Today started going to hell last night when the Royal Marsden rang to say that the telephone-appointment they had been saying for about a fortnight would be at 3.30pm might actually be at more like 11am! Which meant that cricket lag (which it turns out I am suffering from) came into play. Instead of sleeping during the small and then not-so-small hours of this morning, I instead had a succession of coughing fits, all made worse by the thought that, come the telephone-appointment, I would be struggling to stay awake. The only way to stop the coughing during the night was to get fully up, sandals, sweater, the lot, and sit for an hour or two in front of my computer like it was the day. Being vertical being the only way to stop the coughing. Maybe it’s just because I now have words for what is wrong with me, but my lungs, while I was coughing, seemed truly about to give up on me, if not now, then some time rather soon.

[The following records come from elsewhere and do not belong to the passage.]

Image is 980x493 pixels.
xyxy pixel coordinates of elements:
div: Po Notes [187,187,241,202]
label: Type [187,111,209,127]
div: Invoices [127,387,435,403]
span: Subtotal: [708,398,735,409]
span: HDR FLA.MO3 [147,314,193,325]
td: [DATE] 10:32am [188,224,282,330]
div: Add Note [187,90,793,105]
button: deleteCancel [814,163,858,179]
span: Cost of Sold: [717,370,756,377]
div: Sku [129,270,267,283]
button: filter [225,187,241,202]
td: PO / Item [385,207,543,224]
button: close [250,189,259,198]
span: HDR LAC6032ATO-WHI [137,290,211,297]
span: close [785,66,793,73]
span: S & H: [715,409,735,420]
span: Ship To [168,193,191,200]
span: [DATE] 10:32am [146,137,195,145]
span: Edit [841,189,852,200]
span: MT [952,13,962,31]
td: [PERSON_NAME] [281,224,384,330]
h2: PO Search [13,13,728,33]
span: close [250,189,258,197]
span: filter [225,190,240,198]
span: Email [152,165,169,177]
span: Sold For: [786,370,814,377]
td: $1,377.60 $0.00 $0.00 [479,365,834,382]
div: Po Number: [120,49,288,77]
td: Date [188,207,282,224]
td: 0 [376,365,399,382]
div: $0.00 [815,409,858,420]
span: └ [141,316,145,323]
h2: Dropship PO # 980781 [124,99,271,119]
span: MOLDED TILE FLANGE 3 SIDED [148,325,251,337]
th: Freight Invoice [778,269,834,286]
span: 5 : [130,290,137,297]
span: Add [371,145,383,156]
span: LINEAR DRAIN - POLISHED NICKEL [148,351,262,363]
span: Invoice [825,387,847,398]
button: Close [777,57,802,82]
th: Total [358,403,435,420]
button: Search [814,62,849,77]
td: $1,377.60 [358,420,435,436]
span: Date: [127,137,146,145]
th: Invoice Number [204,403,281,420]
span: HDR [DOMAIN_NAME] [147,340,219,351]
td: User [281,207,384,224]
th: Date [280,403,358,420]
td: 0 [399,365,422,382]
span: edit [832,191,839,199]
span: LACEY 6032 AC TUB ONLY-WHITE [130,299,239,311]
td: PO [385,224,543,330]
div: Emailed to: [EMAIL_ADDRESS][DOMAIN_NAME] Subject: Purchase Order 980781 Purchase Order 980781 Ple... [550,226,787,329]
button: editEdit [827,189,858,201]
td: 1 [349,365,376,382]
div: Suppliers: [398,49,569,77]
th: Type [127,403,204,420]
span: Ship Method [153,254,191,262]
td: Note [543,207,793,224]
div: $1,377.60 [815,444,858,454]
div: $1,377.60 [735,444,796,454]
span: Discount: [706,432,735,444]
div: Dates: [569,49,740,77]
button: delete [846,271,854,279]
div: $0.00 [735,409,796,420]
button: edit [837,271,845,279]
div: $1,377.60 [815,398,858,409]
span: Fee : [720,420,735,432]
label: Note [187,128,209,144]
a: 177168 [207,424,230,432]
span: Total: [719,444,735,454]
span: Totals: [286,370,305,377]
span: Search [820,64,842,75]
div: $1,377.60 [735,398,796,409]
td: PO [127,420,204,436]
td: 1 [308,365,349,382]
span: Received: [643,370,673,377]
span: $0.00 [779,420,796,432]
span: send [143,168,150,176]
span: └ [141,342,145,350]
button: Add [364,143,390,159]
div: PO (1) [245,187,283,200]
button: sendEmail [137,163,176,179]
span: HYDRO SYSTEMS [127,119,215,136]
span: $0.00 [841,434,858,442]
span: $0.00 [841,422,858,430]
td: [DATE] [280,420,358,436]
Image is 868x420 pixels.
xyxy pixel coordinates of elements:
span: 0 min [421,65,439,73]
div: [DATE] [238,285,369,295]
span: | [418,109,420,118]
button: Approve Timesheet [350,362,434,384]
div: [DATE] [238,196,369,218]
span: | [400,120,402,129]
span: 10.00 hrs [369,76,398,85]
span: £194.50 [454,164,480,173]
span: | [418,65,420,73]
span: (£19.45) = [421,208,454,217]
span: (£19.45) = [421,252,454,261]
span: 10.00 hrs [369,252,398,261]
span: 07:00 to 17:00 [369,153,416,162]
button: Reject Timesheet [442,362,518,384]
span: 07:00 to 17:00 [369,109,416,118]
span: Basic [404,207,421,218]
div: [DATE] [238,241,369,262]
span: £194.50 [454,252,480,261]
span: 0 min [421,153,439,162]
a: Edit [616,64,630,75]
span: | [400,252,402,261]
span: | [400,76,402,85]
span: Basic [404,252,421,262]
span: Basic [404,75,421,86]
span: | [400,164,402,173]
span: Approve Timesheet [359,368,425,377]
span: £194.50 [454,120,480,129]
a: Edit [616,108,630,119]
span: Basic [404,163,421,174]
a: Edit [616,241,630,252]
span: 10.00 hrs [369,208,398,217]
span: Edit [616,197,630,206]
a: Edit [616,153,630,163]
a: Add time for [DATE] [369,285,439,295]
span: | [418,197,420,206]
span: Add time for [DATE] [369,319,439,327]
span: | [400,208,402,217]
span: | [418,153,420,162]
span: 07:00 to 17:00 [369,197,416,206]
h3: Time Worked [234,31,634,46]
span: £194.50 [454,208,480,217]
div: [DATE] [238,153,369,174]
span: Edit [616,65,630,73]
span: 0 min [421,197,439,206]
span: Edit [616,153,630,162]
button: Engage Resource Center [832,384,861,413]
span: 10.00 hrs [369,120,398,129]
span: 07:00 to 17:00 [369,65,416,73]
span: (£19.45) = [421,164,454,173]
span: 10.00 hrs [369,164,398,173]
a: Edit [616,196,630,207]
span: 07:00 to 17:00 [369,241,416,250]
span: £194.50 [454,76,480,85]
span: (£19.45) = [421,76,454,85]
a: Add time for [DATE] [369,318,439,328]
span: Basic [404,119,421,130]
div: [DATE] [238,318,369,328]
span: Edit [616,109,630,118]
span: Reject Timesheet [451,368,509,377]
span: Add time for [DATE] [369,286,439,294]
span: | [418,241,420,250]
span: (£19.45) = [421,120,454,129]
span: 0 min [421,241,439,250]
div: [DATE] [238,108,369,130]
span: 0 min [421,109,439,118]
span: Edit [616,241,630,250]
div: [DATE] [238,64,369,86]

But at least, having got me up at the crack of 10.30am, the appointment was indeed at just after 11am, so there was that. So, back to bed for the afternoon, including a bit of sleep, and then an early evening during which various further details were sorted, to do with who would live my life for me in the event that I became incapable of living it myself. Once again my Senior Designated Friend was driving all that along. Without her, I’d not yet be dead but I’d probably be wishing I was.

Now, I am trying to avoid eating or drinking anything that might keep me awake for yet another night. Quite easy because today I consumed a massive fish pie at lunchtime. But will I sleep tonight? Weird how I can sleep through great chunks of one of the great fourth innings run chases of all time, but could not, last night, just sleep. So maybe it’ll be the same this coming night, with, again, no cricket to relax me.

Tomorrow, at a genuinely early time in the morning, I am off again to the Marsden, for a Covid jab and for research tests associated with that (they want to know how lung cancer sufferers react to the Covid jab), and I’ll also hope to be picking up an inhaler, to stop me coughing being the idea of that. We shall see. At least I’m finally getting the jab.

Just taken another daily magic anti-cancer pill. Will it ever have any effect on the cough? Like: end it. That would really be something.

I think this about sums it up

This:

I now swither between thinking all the locking down is better than the alternative, and: not. That the reckoning will be huge, I do not doubt.

Death and detail

Yesterday, my Senior Designated Friend and I communed with my lawyer, via Zoom (which my SDF organised on her laptop). All seemed to go well. I had been ignoring Zoom, until the lawyer said he needed it.

I had hoped by now to be blogging profundities, but am still at the stage of trying to arrange my affairs in such a way that, were I to die soon and without further warning, or perhaps become terminally incapable, those affairs would be, as they say, “in order”. It would be clear what everything consists of and who gets what, and what to do about switching me off, should the question arise. Thank goodness for the SDF, who is doing almost all of this arranging, and without whom I would now be in a state of gibbering uselessness. It’s an exhausting business, even though my contributions are only occasional. Maybe death soon, and taking care of details in the meantime, death being why that has to be done. I remember that same combination when my mother died. Death, detail.

Meanwhile, you must forgive the decline in blogging quality here lately, and the possible feebleness of a lot of the next lot of postings also.

The magic drug seems to be working. I think I can feel a definite improvement. But now I just want to rest up and let it work its magic.